Trudeau lies, people die
When we rallied in June outside an all-Ministers housing meeting in Victoria, Federal Minister Duclos tried to approach our stage to pose in support of homes. We challenged him to name the numbers of social housing units that would be built by the Trudeau Liberals and he refused. As he walked away, we chanted “Trudeau lies, people die.” Later, the Mayor of Victoria criticized us for not giving the new Federal government enough of a chance to demonstrate which side they’re on. Any doubts should have been cleared up by this Vancouver consultation meeting, and particularly by Minister Duclos’s closing comments.
“House prices in Vancouver,” he began, “have increased thirty percent in the last year. Young families fear they cannot buy a home.” And the high cost of buying housing is a challenge for these families, “and for society,” he said, because it “puts Vancouver at a disadvantage in the global competition for talent.” And it also produces a financial risk for development. “That’s why the national housing strategy is so important.”
We waited for a word on homelessness being at record levels. For a mention of a hundred thousand hidden homeless just in British Columbia. Instead he closed his talk by summarizing that “issues important to the Lower Mainland are affordable market rentals [his only mention of renters at all] and affordable home ownership.” To deal with this home ownership crisis, and the specific challenges faced as “BC is attracting interest from outside investors,” he would focus on reinvigorating the Canada Mortgage and Housing Corporation (CMHC). But allaying the fears of developers in the room (voiced by Michael Geller), he qualified this reinvigoration. “Let’s not go back to the future.
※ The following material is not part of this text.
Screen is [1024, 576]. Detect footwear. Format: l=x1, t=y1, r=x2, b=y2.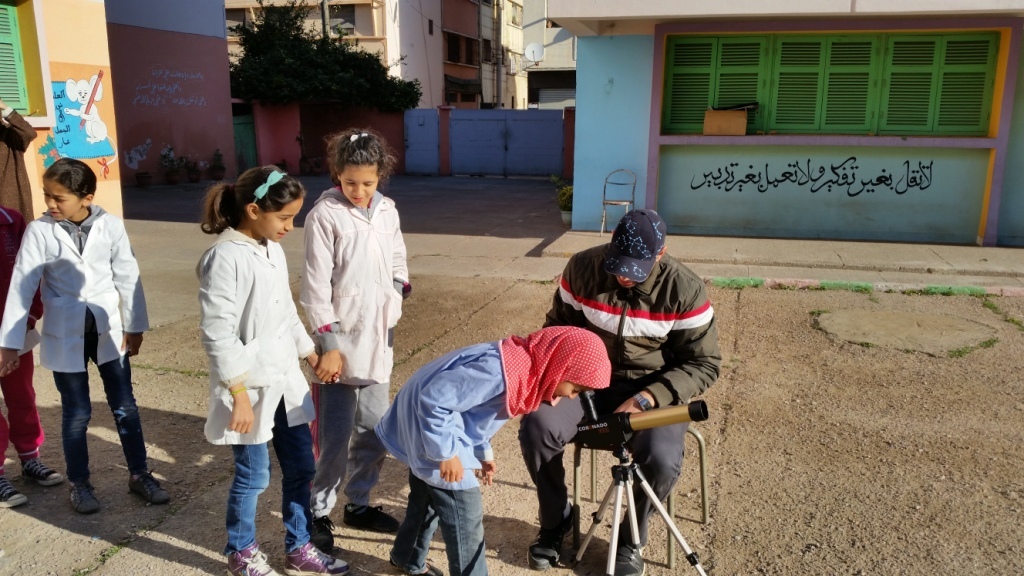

We will not go back to the ‘golden days’ of the ‘70s in the CMHC” when the Federal body funded and built social housing, funded and supported coops, and carried on a massive regulatory role correcting against as well as encouraging market forces. Developers and agency people like Dean from Pacifica were anxious about the spectre of a born again CMHC because it could mark a return to social democratic government policies. Duclos explained that “there will be a new golden day of the CMHC.” It’s no longer the 1970s. “We have market tools, social innovation, and expertise we have developed since then. And CMHC is acting on a mandate to find new ways to conduct its work.”
There was one big piece missing. As Duclos was wrapping up his talk, Letizia Waddington from AAD leapt to her feet and shouted, “Not a word about homelessness?” Duclos paused a moment and said: homelessness captures a lot of media but the government is prioritizing action on the housing crisis that affects “most Canadians.” The work the Trudeau Liberals will do for homelessness will concentrate on “bringing Canadians off the street and into homes” where they can contribute to society. But what that work will entail, he did not say. And for all the talk of a “new” housing strategy, the main message from the Trudeau consultation on housing seemed to be that it would be “new” in that it would not resemble Federal housing strategies of the age of the welfare-state, not because it would represent a break from neoliberalism. Same new, same new.